It’s difficult recognizing the need for something when it’s abundant. Do you feel the need to defend your freedom of speech when you don’t see it threatened?
What have you fought to defend that was indeed threatened by some external force? Would you even appreciate its necessity if it weren’t under threat?
The freedom to express yourself is something that the western world takes for granted. Yet it forgets the fact that just a few decades ago, it had that right threatened; the right for an individual to speak what’s on their mind. But also paradoxically, the right for your worst enemy to speak their minds too.
Chomsky exemplifies this belief all too well. That a Jewish Anarchist would believe that we should give leeway to everyone to express themselves—even Holocaust Deniers—is something I find admirable.
I must admit, that if not for a few days ago, I would still have used Popper’s Paradox of Tolerance to justify censorship. But I’ve had a change of heart in recent days. I realized that a lot of my heroes would have been censored today. Malcolm X for all his brash Social Justice advocacy said some things that were very much anti-Semitic. In the world we live today, his vile(and a lot of it was vile) antisemitic rhetoric would have cast a shadow on his truly necessary racial justice work.
In light of the backlash that came as a result of the many academics and intellectuals standing up for freedom of speech, I am reminded of the need to preserve it.
The Nazis taught us that they’d ban the expression of anything that did not serve Nazi purposes. The science they felt wasn’t “Nazi” enough was suppressed.
Hayek made it clear to us that during the Nazi insurgency, that Nazis denied objectivity if it did not benefit them. They denied art if it didn't benefit them. Every instance of free expression was lost, merely because they believed the individual not to exist. We see the same thing occur today. We see some within the scientific enterprise shun rationality and objectivity, relegating it to an evil born of white supremacy. And yes, the institution of Science indeed had a very racist element to it. But science as a method of inquiry was born from a need to understand the world. If the curiosity and the objectivity that comes with that method is indeed racist, the only other choice we have is to be animals of pure instinct.
One simply cannot deny freedom of expression for voices they do not value. It’s a general principle. One that if violated puts each and everyone at risk.
Sadly, we also see that a younger more empathic generation simply does not understand the need to preserve this principle. On its face, it’s very rational believing that the consequences of certain terrible speech should be grave. There’s almost every single argument in the book to support that very belief and very few to support the speech of those you hate most.
But that singular defense of freedom of speech has proven itself necessary time and time again.
Who decides what speech is allowed?
What Nazi Germany, Communist Russia, and Fascist China all teach us, is that the moment we define the bounds of speech, we give up our freedoms.
We’re seeing people get offended over people’s choices to support certain freedoms. The whole purpose of that letter was to stand with voices they disagree with. To stand in solidarity with the rights for others to speak their minds.
That the defense and argument against freedom of speech should pop up as it is now, is a sign of the fact that the culture war of the 1930s never really ended. But it’s also a sign of the fact that our youth of which I am a part of, does not think critically enough about the dangers of groupthink.
Individual liberty no matter how much stupidity we see comes thereof is something that is missed when not present. But don’t ask me. Ask people on mainland China what took place on Tiananmen Square that faithful day. A tragedy that no one seems to “remember”.
I had written this article 3 days ago. In the past few hours, Bari Weiss, someone who I very much disagree with, resigned from the New York Times. In her resignation letter, she presents the most scathing critique of NYtimes’ business model and its move towards censorship. Bari isn’t the most honorable of voices. And I find many of her stances downright reprehensible. That said, her letter highlights the shift we see, in what was once the foremost liberal journal; the move towards “niching” that I highlighted in my previous post.
The bigger problem here isn’t the fact that the NYT stands up for some truly worthwhile causes. It’s the fact that its business model accounts for not standing up for certain worthwhile voices due to fear of critique from the twitter mob.
During Ochs’ reign of the company, when there were sensationalist pieces everywhere, he coined the slogan "All The News That's Fit To Print" as a jab towards their competitors.
We find ourselves back in the era of Yellow Journalism. This time, however, the NYTimes finds itself at the wrong end of it.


-- Task directions --
Scan the entries below for the word "title" and copy every line in which it occurs.
:: Available data ::
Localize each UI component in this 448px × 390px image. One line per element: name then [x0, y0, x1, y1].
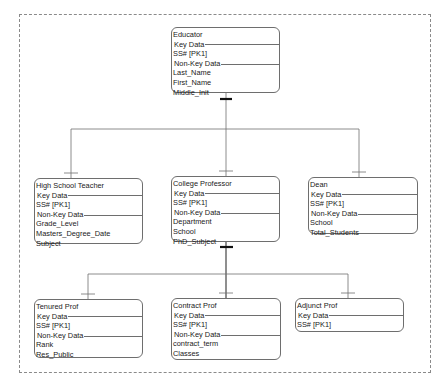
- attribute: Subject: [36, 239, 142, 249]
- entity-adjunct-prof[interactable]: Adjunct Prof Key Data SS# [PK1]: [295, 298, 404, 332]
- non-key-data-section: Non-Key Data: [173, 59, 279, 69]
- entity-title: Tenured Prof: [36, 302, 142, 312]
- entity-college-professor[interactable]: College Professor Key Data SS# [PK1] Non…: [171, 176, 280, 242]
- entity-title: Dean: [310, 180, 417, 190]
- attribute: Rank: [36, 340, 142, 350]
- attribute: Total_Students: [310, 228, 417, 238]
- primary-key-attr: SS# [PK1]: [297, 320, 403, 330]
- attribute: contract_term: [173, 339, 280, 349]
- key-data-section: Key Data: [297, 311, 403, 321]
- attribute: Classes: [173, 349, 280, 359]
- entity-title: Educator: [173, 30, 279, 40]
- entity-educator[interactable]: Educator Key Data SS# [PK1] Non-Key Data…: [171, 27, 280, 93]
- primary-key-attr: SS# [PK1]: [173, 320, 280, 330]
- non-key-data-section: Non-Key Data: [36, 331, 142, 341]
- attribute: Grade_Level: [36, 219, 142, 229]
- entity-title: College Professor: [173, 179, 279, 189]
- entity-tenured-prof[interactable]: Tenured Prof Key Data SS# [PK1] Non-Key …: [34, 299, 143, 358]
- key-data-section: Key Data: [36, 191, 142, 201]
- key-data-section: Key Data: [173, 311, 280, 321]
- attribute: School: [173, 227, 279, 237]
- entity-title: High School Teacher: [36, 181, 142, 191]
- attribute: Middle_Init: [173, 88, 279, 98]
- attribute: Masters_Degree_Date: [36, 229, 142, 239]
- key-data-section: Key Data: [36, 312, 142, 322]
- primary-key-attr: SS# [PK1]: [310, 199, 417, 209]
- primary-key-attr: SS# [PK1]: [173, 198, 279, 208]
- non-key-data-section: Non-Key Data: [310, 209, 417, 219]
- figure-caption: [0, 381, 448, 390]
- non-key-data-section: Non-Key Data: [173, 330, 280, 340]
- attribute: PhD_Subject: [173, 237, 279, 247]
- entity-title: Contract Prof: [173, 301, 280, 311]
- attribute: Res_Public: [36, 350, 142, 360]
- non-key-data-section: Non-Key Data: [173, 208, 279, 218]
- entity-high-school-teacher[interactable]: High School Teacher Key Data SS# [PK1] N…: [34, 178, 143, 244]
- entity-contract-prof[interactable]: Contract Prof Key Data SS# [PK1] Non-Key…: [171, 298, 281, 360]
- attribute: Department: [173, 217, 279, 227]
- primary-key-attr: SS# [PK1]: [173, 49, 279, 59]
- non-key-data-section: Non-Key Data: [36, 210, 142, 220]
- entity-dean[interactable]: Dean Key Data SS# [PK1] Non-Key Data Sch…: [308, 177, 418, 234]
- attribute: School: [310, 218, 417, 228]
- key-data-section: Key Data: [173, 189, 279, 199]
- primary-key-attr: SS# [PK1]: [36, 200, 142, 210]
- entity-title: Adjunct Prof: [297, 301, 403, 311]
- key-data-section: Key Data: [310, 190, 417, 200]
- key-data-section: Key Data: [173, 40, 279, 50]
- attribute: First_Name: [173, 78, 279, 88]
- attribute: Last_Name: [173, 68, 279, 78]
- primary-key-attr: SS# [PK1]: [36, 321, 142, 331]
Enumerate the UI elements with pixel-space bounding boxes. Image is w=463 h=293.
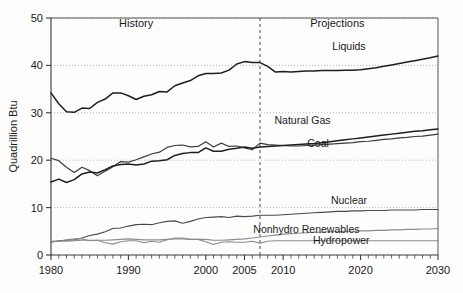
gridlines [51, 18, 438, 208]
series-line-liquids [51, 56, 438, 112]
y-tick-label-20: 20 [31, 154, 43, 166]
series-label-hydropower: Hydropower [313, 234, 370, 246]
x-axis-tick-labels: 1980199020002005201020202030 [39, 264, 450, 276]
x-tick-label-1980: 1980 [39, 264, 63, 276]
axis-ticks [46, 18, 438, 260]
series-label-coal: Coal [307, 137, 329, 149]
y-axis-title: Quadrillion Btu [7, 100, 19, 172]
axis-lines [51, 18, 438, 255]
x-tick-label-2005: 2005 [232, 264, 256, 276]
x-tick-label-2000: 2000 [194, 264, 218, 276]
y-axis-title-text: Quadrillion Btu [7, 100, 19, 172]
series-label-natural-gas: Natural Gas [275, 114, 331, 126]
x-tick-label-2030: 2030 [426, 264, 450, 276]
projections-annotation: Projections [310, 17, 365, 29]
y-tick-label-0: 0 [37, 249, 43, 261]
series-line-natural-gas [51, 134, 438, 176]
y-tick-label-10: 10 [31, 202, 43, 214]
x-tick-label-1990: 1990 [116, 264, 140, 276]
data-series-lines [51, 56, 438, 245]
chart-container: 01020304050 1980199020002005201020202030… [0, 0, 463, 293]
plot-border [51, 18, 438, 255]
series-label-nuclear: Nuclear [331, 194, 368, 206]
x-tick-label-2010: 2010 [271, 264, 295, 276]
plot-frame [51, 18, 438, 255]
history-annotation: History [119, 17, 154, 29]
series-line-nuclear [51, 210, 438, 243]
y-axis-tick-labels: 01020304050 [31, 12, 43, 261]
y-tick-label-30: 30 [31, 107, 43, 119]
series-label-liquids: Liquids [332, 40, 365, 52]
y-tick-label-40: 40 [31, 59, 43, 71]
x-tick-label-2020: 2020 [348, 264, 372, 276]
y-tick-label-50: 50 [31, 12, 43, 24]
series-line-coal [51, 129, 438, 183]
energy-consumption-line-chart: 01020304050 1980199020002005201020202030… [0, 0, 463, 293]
:::
-- Task output --
- entity-title: Tenured Prof: [36, 302, 142, 312]
- entity-title: Dean: [310, 180, 417, 190]
- entity-title: Educator: [173, 30, 279, 40]
- entity-title: College Professor: [173, 179, 279, 189]
- entity-title: High School Teacher: [36, 181, 142, 191]
- entity-title: Contract Prof: [173, 301, 280, 311]
- entity-title: Adjunct Prof: [297, 301, 403, 311]
y-axis-title: Quadrillion Btu [7, 100, 19, 172]
y-axis-title-text: Quadrillion Btu [7, 100, 19, 172]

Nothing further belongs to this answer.